Getting home was no fun.  I had a ride to the infamous Breezewood, Pa. from Silver Spring.  Breezewood is the "Town of Motels" just off the Pennsylvania Turnpike, eloquently described by Business Week in 1991 as "a polyp on the nation's interstate highway system."  I was stuck there for hours, so much so that if Breezewood is the first thing I see when I die, I will know beyond a doubt where I've gone.

I won't list every journey I made by thumb, but the memorable one came in the spring of 1982, when my LRY friend John (whom I met at the aforementioned OPIK '79) came to visit me in Marietta.  Going to all of Marietta's points of interest does not take long, even with a trip across the river to the Fenton Art Glass plant in Williamstown.  Bored, John and I were doing the "What do you wanna do?"  "I dunno--what do you wanna do?" thing, when I said, in jest, "Let's hitch to D.C."  The next several hours consisted my burning up the phone lines to find friends of friends (multiplied ad infinitum in the D.C. area where we could sleep.  The calls started at the Unitarian Universalist Association's Washington office, and became quite hydra-headed.)  Both of us owned Paul Dimaggio's The Hitchhiker's Field Manual, and we had both read our copies to tatters, since it had become a weird kind of Bible for both of us.  During the journey, whenever we argued over where to stand on the road, Dimaggio's word was law.
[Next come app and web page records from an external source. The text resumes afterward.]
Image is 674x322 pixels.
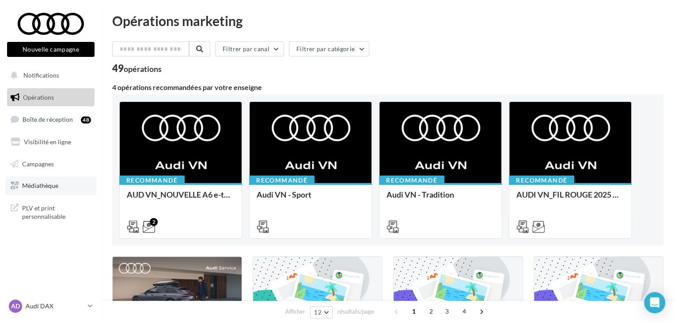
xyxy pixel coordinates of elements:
[7,298,94,315] a: AD Audi DAX
[24,138,71,146] span: Visibilité en ligne
[23,116,73,123] span: Boîte de réception
[379,176,444,185] div: Recommandé
[314,309,321,316] span: 12
[112,64,162,73] div: 49
[26,302,84,311] p: Audi DAX
[5,133,96,151] a: Visibilité en ligne
[215,42,284,57] button: Filtrer par canal
[5,66,93,85] button: Notifications
[310,306,333,319] button: 12
[127,190,234,208] div: AUD VN_NOUVELLE A6 e-tron
[112,14,663,27] div: Opérations marketing
[386,190,494,208] div: Audi VN - Tradition
[22,160,54,167] span: Campagnes
[112,84,663,91] div: 4 opérations recommandées par votre enseigne
[7,42,94,57] button: Nouvelle campagne
[22,202,91,221] span: PLV et print personnalisable
[457,305,471,319] span: 4
[119,176,185,185] div: Recommandé
[5,177,96,195] a: Médiathèque
[440,305,454,319] span: 3
[509,176,574,185] div: Recommandé
[81,117,91,124] div: 48
[337,308,374,316] span: résultats/page
[516,190,624,208] div: AUDI VN_FIL ROUGE 2025 - A1, Q2, Q3, Q5 et Q4 e-tron
[407,305,421,319] span: 1
[424,305,438,319] span: 2
[23,94,54,101] span: Opérations
[11,302,20,311] span: AD
[285,308,305,316] span: Afficher
[124,65,162,73] div: opérations
[150,218,158,226] div: 2
[23,72,59,79] span: Notifications
[644,292,665,314] div: Open Intercom Messenger
[5,155,96,174] a: Campagnes
[5,199,96,225] a: PLV et print personnalisable
[5,110,96,129] a: Boîte de réception48
[22,182,58,189] span: Médiathèque
[257,190,364,208] div: Audi VN - Sport
[5,88,96,107] a: Opérations
[289,42,369,57] button: Filtrer par catégorie
[249,176,314,185] div: Recommandé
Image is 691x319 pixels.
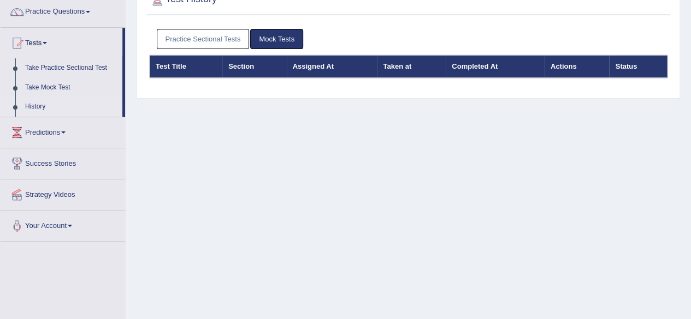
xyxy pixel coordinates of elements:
th: Completed At [446,55,544,78]
a: Your Account [1,211,125,238]
a: Success Stories [1,149,125,176]
a: History [20,97,122,117]
a: Take Mock Test [20,78,122,98]
th: Section [222,55,287,78]
th: Test Title [150,55,223,78]
th: Assigned At [287,55,377,78]
a: Take Practice Sectional Test [20,58,122,78]
th: Taken at [377,55,446,78]
a: Strategy Videos [1,180,125,207]
a: Tests [1,28,122,55]
th: Actions [544,55,609,78]
a: Practice Sectional Tests [157,29,250,49]
a: Mock Tests [250,29,303,49]
th: Status [609,55,667,78]
a: Predictions [1,117,125,145]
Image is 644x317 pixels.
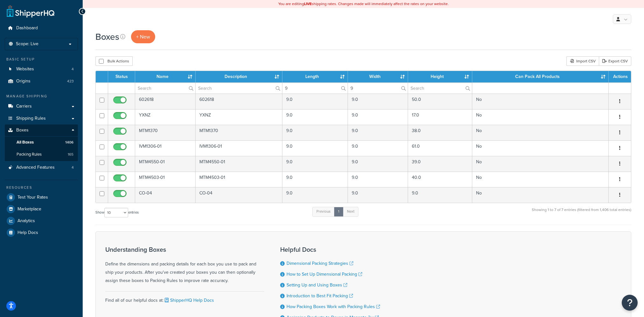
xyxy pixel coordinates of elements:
th: Height : activate to sort column ascending [408,71,472,83]
td: 39.0 [408,156,472,171]
span: Dashboard [16,25,38,31]
td: No [472,187,609,203]
li: Marketplace [5,203,78,215]
td: MTM4550-01 [135,156,195,171]
td: 9.0 [348,187,408,203]
span: Packing Rules [17,152,42,158]
div: Showing 1 to 7 of 7 entries (filtered from 1,406 total entries) [532,206,631,220]
td: IVM1306-01 [195,140,282,156]
span: Test Your Rates [17,195,48,200]
td: 9.0 [348,156,408,171]
td: 61.0 [408,140,472,156]
td: 9.0 [348,171,408,187]
li: All Boxes [5,137,78,148]
li: Packing Rules [5,149,78,161]
span: 423 [67,79,74,84]
li: Websites [5,64,78,75]
td: 9.0 [348,125,408,140]
td: 38.0 [408,125,472,140]
a: Introduction to Best Fit Packing [287,293,353,300]
span: All Boxes [17,140,33,146]
td: 9.0 [283,109,348,125]
li: Boxes [5,125,78,161]
td: 40.0 [408,171,472,187]
td: 50.0 [408,94,472,109]
span: Carriers [16,104,32,109]
a: Next [343,207,359,217]
th: Description : activate to sort column ascending [195,71,282,83]
li: Origins [5,76,78,87]
span: Websites [16,66,34,72]
a: Previous [312,207,334,217]
span: Help Docs [17,230,38,236]
input: Search [348,83,408,94]
h3: Helpful Docs [280,246,380,253]
td: No [472,94,609,109]
h3: Understanding Boxes [106,246,264,253]
a: Setting Up and Using Boxes [287,282,347,289]
td: No [472,140,609,156]
div: Import CSV [566,57,599,66]
td: MTM1370 [135,125,195,140]
td: 9.0 [348,140,408,156]
div: Manage Shipping [5,94,78,99]
td: CO-04 [135,187,195,203]
a: Origins 423 [5,76,78,87]
td: MTM4503-01 [135,171,195,187]
div: Define the dimensions and packing details for each box you use to pack and ship your products. Af... [106,246,264,285]
a: + New [131,30,155,43]
td: 9.0 [348,109,408,125]
a: ShipperHQ Help Docs [164,297,214,304]
li: Advanced Features [5,162,78,174]
input: Search [135,83,195,94]
td: No [472,109,609,125]
div: Resources [5,185,78,191]
a: Help Docs [5,227,78,238]
th: Length : activate to sort column ascending [283,71,348,83]
td: MTM1370 [195,125,282,140]
a: How to Set Up Dimensional Packing [287,271,362,278]
span: Origins [16,79,31,84]
td: 9.0 [408,187,472,203]
a: All Boxes 1406 [5,137,78,148]
button: Bulk Actions [95,57,133,66]
td: YXNZ [195,109,282,125]
span: 1406 [65,140,73,146]
input: Search [408,83,472,94]
span: + New [136,33,150,40]
th: Actions [609,71,631,83]
td: No [472,156,609,171]
td: 602618 [195,94,282,109]
span: Analytics [17,218,35,224]
a: Advanced Features 4 [5,162,78,174]
a: Websites 4 [5,64,78,75]
a: Boxes [5,125,78,136]
td: 9.0 [283,125,348,140]
td: CO-04 [195,187,282,203]
a: Dimensional Packing Strategies [287,260,353,267]
td: No [472,171,609,187]
th: Can Pack All Products : activate to sort column ascending [472,71,609,83]
select: Showentries [104,208,128,218]
input: Search [283,83,348,94]
span: Boxes [16,128,29,133]
span: Advanced Features [16,165,55,170]
td: YXNZ [135,109,195,125]
a: Dashboard [5,23,78,34]
span: Marketplace [17,207,42,212]
th: Status [108,71,135,83]
span: Scope: Live [16,42,39,47]
li: Analytics [5,215,78,227]
td: 9.0 [283,187,348,203]
td: MTM4503-01 [195,171,282,187]
input: Search [195,83,282,94]
a: Export CSV [599,57,631,66]
th: Name : activate to sort column ascending [135,71,195,83]
a: Test Your Rates [5,192,78,203]
td: 9.0 [283,140,348,156]
a: Packing Rules 165 [5,149,78,161]
a: Shipping Rules [5,113,78,125]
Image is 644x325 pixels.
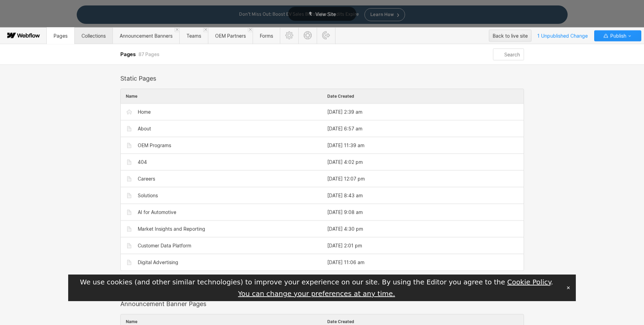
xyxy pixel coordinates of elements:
div: Announcement Banner Pages [120,301,524,308]
div: About [138,125,151,132]
div: Careers [138,176,155,181]
div: AI for Automotive [138,209,176,215]
span: Forms [259,33,273,38]
div: Back to live site [493,30,527,41]
span: We use cookies (and other similar technologies) to improve your experience on our site. By using ... [80,278,553,286]
span: Publish [608,30,626,41]
span: Pages [53,33,68,38]
div: [DATE] 12:07 pm [327,176,365,181]
div: [DATE] 2:01 pm [327,243,362,248]
span: Pages [120,51,136,58]
div: [DATE] 11:39 am [327,143,365,148]
button: Back to live site [488,30,531,42]
a: Close 'OEM Partners' tab [248,27,252,32]
span: Announcement Banners [119,33,172,38]
div: Solutions [138,193,158,198]
input: Search pages... [493,49,523,60]
div: Home [138,109,151,115]
div: [DATE] 2:39 am [327,109,362,115]
div: [DATE] 6:57 am [327,125,362,132]
span: View Site [315,11,336,17]
div: Static Pages [120,75,524,82]
button: You can change your preferences at any time. [238,289,395,299]
span: Collections [82,33,105,38]
span: Teams [186,33,201,38]
a: Close 'Announcement Banners' tab [174,27,179,32]
div: 404 [138,159,147,165]
a: Cookie Policy [507,278,551,286]
span: Date Created [327,319,354,324]
span: Date Created [327,94,354,98]
div: Market Insights and Reporting [138,227,205,232]
div: Digital Advertising [138,260,178,265]
div: [DATE] 8:43 am [327,193,363,198]
div: [DATE] 11:06 am [327,260,365,265]
span: OEM Partners [215,33,245,38]
div: Name [121,89,322,104]
div: Customer Data Platform [138,243,191,248]
div: [DATE] 9:08 am [327,209,363,215]
div: OEM Programs [138,143,171,148]
span: 87 Pages [138,51,159,57]
div: [DATE] 4:02 pm [327,159,363,165]
button: Close [563,283,573,293]
span: 1 Unpublished Change [533,30,590,41]
button: Publish [594,30,641,41]
a: Close 'Teams' tab [203,27,208,32]
div: [DATE] 4:30 pm [327,227,363,232]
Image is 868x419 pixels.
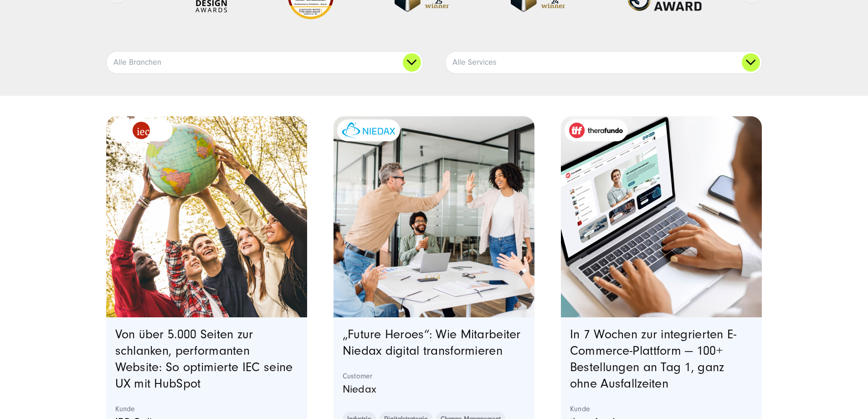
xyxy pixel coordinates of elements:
[570,328,737,391] a: In 7 Wochen zur integrierten E-Commerce-Plattform — 100+ Bestellungen an Tag 1, ganz ohne Ausfall...
[343,381,525,398] p: Niedax
[107,51,423,73] a: Alle Branchen
[115,328,293,391] a: Von über 5.000 Seiten zur schlanken, performanten Website: So optimierte IEC seine UX mit HubSpot
[445,51,762,73] a: Alle Services
[106,116,307,317] a: Featured image: eine Gruppe von fünf verschiedenen jungen Menschen, die im Freien stehen und geme...
[333,116,535,317] img: eine Gruppe von Kollegen in einer modernen Büroumgebung, die einen Erfolg feiern. Ein Mann gibt e...
[133,122,150,139] img: logo_IEC
[343,328,521,358] a: „Future Heroes“: Wie Mitarbeiter Niedax digital transformieren
[106,116,307,317] img: eine Gruppe von fünf verschiedenen jungen Menschen, die im Freien stehen und gemeinsam eine Weltk...
[570,404,753,414] strong: Kunde
[343,372,525,381] strong: Customer
[333,116,535,317] a: Featured image: eine Gruppe von Kollegen in einer modernen Büroumgebung, die einen Erfolg feiern....
[561,116,762,317] a: Featured image: - Read full post: In 7 Wochen zur integrierten E-Commerce-Plattform | therafundo ...
[341,122,396,138] img: niedax-logo
[115,404,298,414] strong: Kunde
[569,123,623,138] img: therafundo_10-2024_logo_2c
Our name for the trip was the "Nobody Said It Was Easy" tour.  Nobody said hitchhiking was easy, this is true, but the song "Nobody Said It Was Easy (Lookin' for the Lights)", by the Louisiana band Le Roux, seemed to be on the radio or tape deck of every car picking us up.  In Bethesda, we hopped a Metro bus that put us in Dupont Circle.  John and I were both tired and cross from the long journey and inadequate nutrition, and John was skeptical of my claims that we had made it.  I was vindicated when the escalator in the Dupont Circle Metro station brought us to street level.  I nudged John.  "What?" he said testily.  Without a word, I pointed at the lighted dome of the Capitol.

My final hitchhike was from Cincinnati to Columbus in 1989, illegally, since I used Interstate 71 the entire way.  Not a memorable trip.  In my journal, I wrote about it in two sentences, and devoted pages more to the subsequent visit with Adam Bradley.